University of Southern California: First-gen engineering grad ready to land Air Force career
Giovanni Flores plans to go to flight school after graduating. (USC Photo/Gus Ruelas)
For USC Air Force ROTC graduates, there are two ceremonies at the end of college: commencement and commissioning. The first seals a degree. The second marks the transition from cadet to officer. For 21-year-old Giovanni Flores, it’s the last step before flight school, where he’ll take his pilot skills from Cessna to top-flight aircraft.
“I don’t know how it came together, but it did,” he said. “I played my cards and I’m headed exactly where I meant to go.”
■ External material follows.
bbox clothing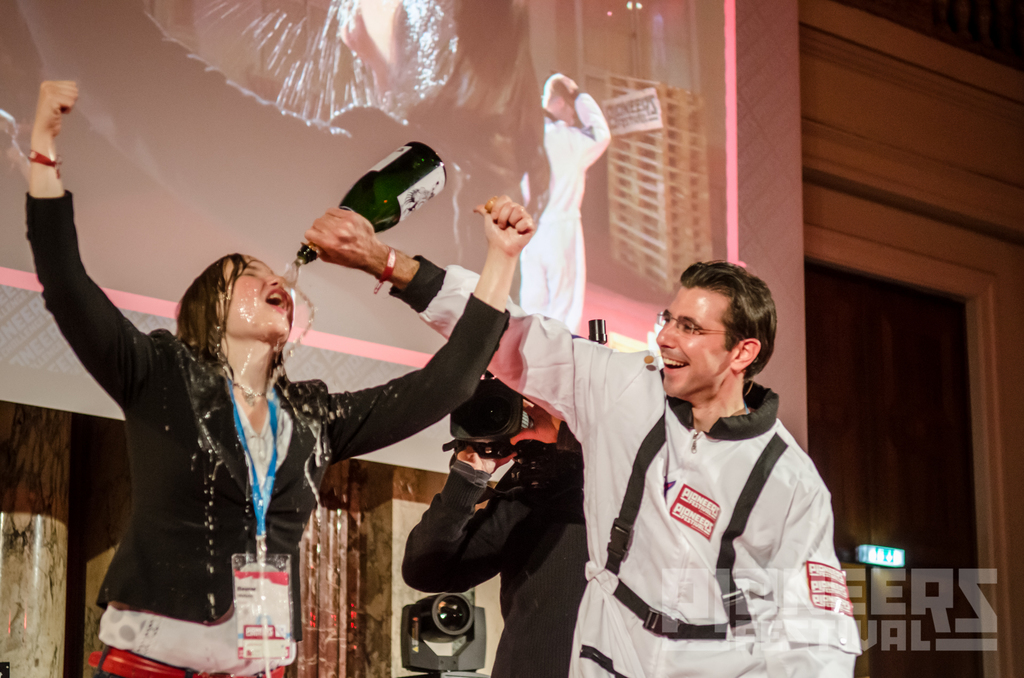
crop(25, 191, 509, 677)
Flores often looked to the skies above the San Fernando Valley growing up, an early vestige of a fascination with the skies that would lead to Air Force ROTC and a degree in astronautical engineering. His mother, Eloisa, worked as a housekeeper while his dad, Vidal, made a living as a mechanic. Vidal Flores died last November in an accident, leaving Giovanni and four older siblings to grieve in the midst of a pandemic.
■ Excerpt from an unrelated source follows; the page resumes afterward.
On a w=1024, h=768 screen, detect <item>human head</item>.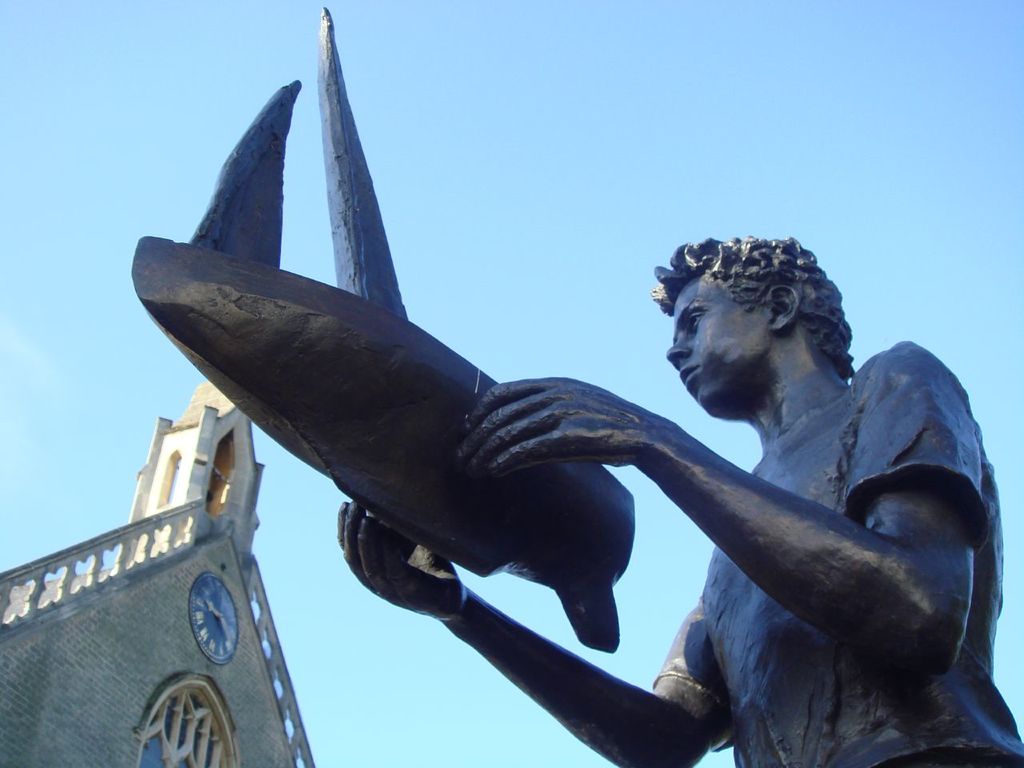
x1=637 y1=236 x2=864 y2=427.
“It’s been one of the most difficult times my family’s had,” Flores said. “It was hard to find that balance at times, but this is the ethic my family — including an older brother who’s in the Navy — taught me: Never give up and always find a way to keep going.”
Giovanni Flores overcomes adversity to achieve Air Force dreams
Through his last year at USC, Flores pushed through a rigorous engineering curriculum, maintaining a 3.6 GPA and leading the Airmen of Troy student organization. He also piloted the USC Air Force ROTC Operations Group as commander, a job that requires planning, organization and execution for all of Detachment 060, which grew 24% during the last academic year to 105 cadets — the biggest in decades. Just under half of the detachment’s cadets are female, 70% are persons of color and nearly a third come from homes where the primary language is not English.
Flores’ attachment to the detachment started four years ago when Lt. Col. Olivia Nelson, who was then commander of Detachment 060, helped him overcome an early roadblock to his Air Force career when a medical records snafu blocked admittance.
I get a lot of satisfaction out of doing things that are hard.
Giovanni Flores
“When I was a kid I had an allergy, but that cleared up and I haven’t had an issue with it since I was about eight,” Flores said. “At some point, ‘history of asthma’ was put on my medical record, so the Air Force pretty much booted me. Lt. Col. Nelson fought for me, and I ended up taking a series of tests so I could get a waiver.”
Flores will be trained to fly fighter jets but helicopter piloting could also be in his future, as he’s drawn toward rescue missions. With his undergraduate academic career behind him and a gap ahead before flight training, he’s weighing his options.
“I just get a lot of happiness out of figuring stuff out,” he said. “I get a lot of satisfaction out of doing things that are hard.”